UNLV Marjorie Barrick Museum of Art
Las Vegas, Nevada
We believe everyone deserves access to art that challenges our understanding of the present and inspires us to create a future that makes space for us all.
MessageSalvador Dalí
The Divine Comedy, 1970
Woodblock prints
Marjorie Barrick Museum of Art Collection
Gift of the Las Vegas Art Museum, 2021; Gift of Barry T. Bates and Janet S. Dufek, 2000.
2021.08.027
Complete set of Salvador Dalí's illustrated addition of The Divine Comedy by Dante. Prints were not manually produced or signed by the artist.
Salvador Dalí was a painter and draughtsman whose imagery was intended to reflect the revelatory juxtapositions of his unconscious mind. Throughout his oeuvre, normally-solid objects such as bodies and landscapes are often warped, softened, and placed in awkward positions that suggest states of threat, mystery, or panic. His “melting clocks” painting, The Persistence of Memory, 1931, may be the most universally famous work of Surrealist art. Born in Figueres, Catalonia, Spain, Dalí studied art at the Real Academia de Bellas Artes de San Fernando (Royal Academy of Fine Arts of San Fernando) in Madrid. His paintings, prints, and sculptures have been exhibited widely around the world and several museums and exhibition spaces in Europe and North America have been established to display his work. He died in 1989. His body is buried in a crypt below the Dalí Theatre and Museum in Figueres.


Work task -> Supply the number of lines below containing "newsgroup", nothing else.

___ Data extract

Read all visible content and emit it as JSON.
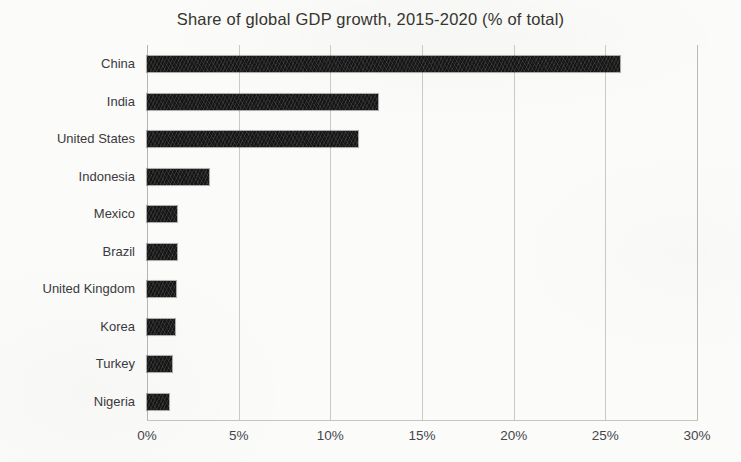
{
  "chart_data": {
    "type": "bar",
    "orientation": "horizontal",
    "title": "Share of global GDP growth, 2015-2020 (% of total)",
    "xlabel": "",
    "ylabel": "",
    "xlim": [
      0,
      30
    ],
    "xtick_labels": [
      "0%",
      "5%",
      "10%",
      "15%",
      "20%",
      "25%",
      "30%"
    ],
    "xtick_values": [
      0,
      5,
      10,
      15,
      20,
      25,
      30
    ],
    "grid": "vertical",
    "legend": "none",
    "value_suffix": "%",
    "categories": [
      "China",
      "India",
      "United States",
      "Indonesia",
      "Mexico",
      "Brazil",
      "United Kingdom",
      "Korea",
      "Turkey",
      "Nigeria"
    ],
    "values": [
      25.8,
      12.6,
      11.5,
      3.4,
      1.65,
      1.65,
      1.6,
      1.5,
      1.35,
      1.2
    ],
    "bar_color": "#161616",
    "grid_color": "#c9c9c6",
    "text_color": "#38383a",
    "background_color": "#fbfbfa"
  }
}
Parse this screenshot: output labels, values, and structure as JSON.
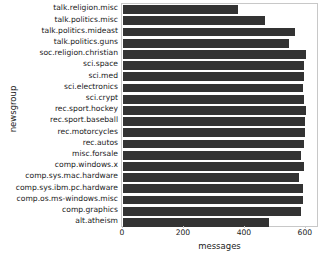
{
  "chart_data": {
    "type": "bar",
    "orientation": "horizontal",
    "title": "",
    "xlabel": "messages",
    "ylabel": "newsgroup",
    "xlim": [
      0,
      640
    ],
    "xticks": [
      0,
      200,
      400,
      600
    ],
    "xticklabels": [
      "0",
      "200",
      "400",
      "600"
    ],
    "grid": false,
    "legend": null,
    "bar_color": "#333333",
    "frame_color": "#c8c8c8",
    "categories": [
      "talk.religion.misc",
      "talk.politics.misc",
      "talk.politics.mideast",
      "talk.politics.guns",
      "soc.religion.christian",
      "sci.space",
      "sci.med",
      "sci.electronics",
      "sci.crypt",
      "rec.sport.hockey",
      "rec.sport.baseball",
      "rec.motorcycles",
      "rec.autos",
      "misc.forsale",
      "comp.windows.x",
      "comp.sys.mac.hardware",
      "comp.sys.ibm.pc.hardware",
      "comp.os.ms-windows.misc",
      "comp.graphics",
      "alt.atheism"
    ],
    "values": [
      377,
      465,
      564,
      546,
      599,
      593,
      594,
      591,
      595,
      600,
      597,
      598,
      594,
      585,
      593,
      578,
      590,
      591,
      584,
      480
    ]
  },
  "axes": {
    "ylabel_text": "newsgroup",
    "xlabel_text": "messages"
  }
}
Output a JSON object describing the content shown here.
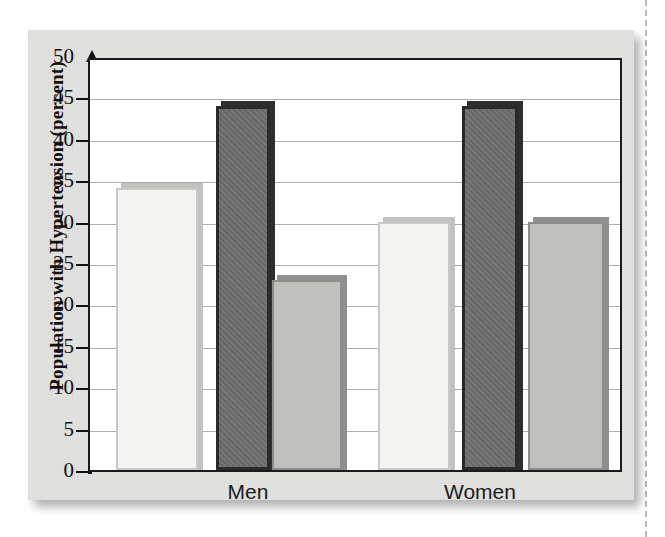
{
  "figure": {
    "media": "scanned-textbook-page",
    "background_color": "#e3e3e1",
    "plot_background_color": "#ffffff",
    "frame_color": "#1b1b1b"
  },
  "chart_data": {
    "type": "bar",
    "title": "",
    "xlabel": "",
    "ylabel": "Population with Hypertension (percent)",
    "categories": [
      "Men",
      "Women"
    ],
    "series": [
      {
        "name": "series-1",
        "style": "light",
        "color": "#f3f3f1",
        "values": [
          34,
          30
        ]
      },
      {
        "name": "series-2",
        "style": "dark",
        "color": "#6e6e6e",
        "values": [
          44,
          44
        ]
      },
      {
        "name": "series-3",
        "style": "medium",
        "color": "#c0c0be",
        "values": [
          23,
          30
        ]
      }
    ],
    "ylim": [
      0,
      50
    ],
    "ytick_labels": [
      "50",
      "45",
      "40",
      "35",
      "30",
      "25",
      "20",
      "15",
      "10",
      "5",
      "0"
    ],
    "ytick_values": [
      50,
      45,
      40,
      35,
      30,
      25,
      20,
      15,
      10,
      5,
      0
    ],
    "ytick_step": 5,
    "grid": true,
    "grid_axis": "y",
    "legend": false,
    "legend_position": "none"
  }
}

______

Problem solution -> 2